Why Paying Attention to Ratio is More Important Than the Details
Drawing is just hard for many of us: While we might be following along with a how-to on YouTube, our own images rarely turn out as they’re supposed to. The issue, of course, is not typically that technique is lacking, but rather proportion. Proportion is what governs the relationship between parts, and decides whether a drawing feels convincing or not. Without the correct proportions, all of the detail won’t even be able to gel together as we lose a harmonious skeletal/structural component.
Proportion is not so much about exactly measuring everything, as it is learning to eyeball relative sizes and distances. It provides answers to questions like how wide something is versus how high, or what an element’s relation is to the whole. When such relations are clarified, the drawing solidifies. When ignored, the viewer feels something is off, they do not know exactly what is awry.

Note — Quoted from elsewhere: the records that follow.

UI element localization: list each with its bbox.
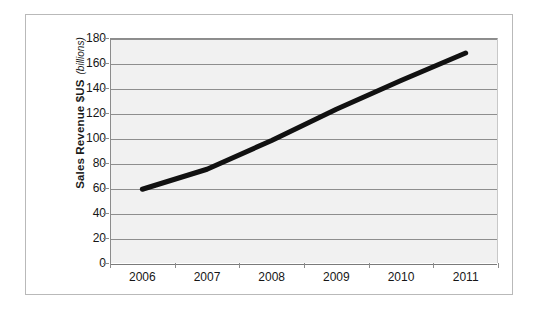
y-axis-tick-label: 140 bbox=[72, 81, 106, 95]
y-axis-tick-mark bbox=[103, 163, 109, 164]
gridline bbox=[111, 239, 497, 240]
x-axis-tick-mark bbox=[498, 263, 499, 268]
x-axis-tick-mark bbox=[175, 263, 176, 268]
gridline bbox=[111, 189, 497, 190]
x-axis-tick-mark bbox=[110, 263, 111, 268]
y-axis-tick-mark bbox=[103, 38, 109, 39]
gridline bbox=[111, 114, 497, 115]
y-axis-tick-label: 180 bbox=[72, 31, 106, 45]
line-chart: Sales Revenue $US (billions) 02040608010… bbox=[26, 15, 514, 296]
gridline bbox=[111, 64, 497, 65]
y-axis-tick-label: 0 bbox=[72, 256, 106, 270]
x-axis-tick-mark bbox=[433, 263, 434, 268]
x-axis-tick-mark bbox=[304, 263, 305, 268]
x-axis-tick-label: 2008 bbox=[258, 270, 285, 284]
y-axis-tick-mark bbox=[103, 263, 109, 264]
x-axis-tick-label: 2011 bbox=[453, 270, 479, 284]
y-axis-tick-label: 160 bbox=[72, 56, 106, 70]
y-axis-tick-labels: 020406080100120140160180 bbox=[66, 38, 106, 263]
y-axis-tick-mark bbox=[103, 88, 109, 89]
x-axis-tick-label: 2010 bbox=[388, 270, 415, 284]
y-axis-tick-label: 40 bbox=[72, 206, 106, 220]
y-axis-tick-label: 120 bbox=[72, 106, 106, 120]
x-axis-tick-labels: 200620072008200920102011 bbox=[110, 270, 500, 290]
gridline bbox=[111, 164, 497, 165]
x-axis-tick-mark bbox=[239, 263, 240, 268]
y-axis-tick-mark bbox=[103, 63, 109, 64]
x-axis-tick-label: 2006 bbox=[129, 270, 156, 284]
gridline bbox=[111, 89, 497, 90]
plot-area bbox=[110, 38, 498, 263]
y-axis-tick-label: 100 bbox=[72, 131, 106, 145]
y-axis-tick-mark bbox=[103, 113, 109, 114]
gridline bbox=[111, 139, 497, 140]
gridline bbox=[111, 39, 497, 40]
x-axis-tick-label: 2007 bbox=[194, 270, 221, 284]
y-axis-tick-mark bbox=[103, 138, 109, 139]
y-axis-tick-label: 20 bbox=[72, 231, 106, 245]
chart-frame: Sales Revenue $US (billions) 02040608010… bbox=[25, 14, 513, 295]
y-axis-tick-mark bbox=[103, 213, 109, 214]
y-axis-tick-mark bbox=[103, 188, 109, 189]
x-axis-tick-label: 2009 bbox=[323, 270, 350, 284]
gridline bbox=[111, 214, 497, 215]
y-axis-tick-mark bbox=[103, 238, 109, 239]
y-axis-tick-label: 80 bbox=[72, 156, 106, 170]
x-axis-tick-mark bbox=[369, 263, 370, 268]
y-axis-tick-label: 60 bbox=[72, 181, 106, 195]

By concentrating at first on proportion, you make it easier for yourself to draw. Rather than jumping to commitments before you know all the details, you put a frame in place that makes every subsequent decision easier. This practice minimizes the necessity for continual correction and erasure. Once you set up the main relationships, all sorts of details emerge in their proper places, hanging from a sturdy frame rather than floating on the breeze.
Training ratio further enhances visual judgment. Slowly you start noticing small imbalances and correcting them intuitively. Sensitivity to this emerges by comparison, not by computation. Through constant comparison of forms with each other, your eye will become more accurate and you’ll work faster and with more confidence.
When proportion is emphasized, drawing becomes construction rather than decoration. All of a sudden, details cease to be distractions and are now in the service of the whole. This state of mind yields drawings that make sense, and which don’t particularly limit detail (proportion is truly not a limitation, but the generator that permits detail to work).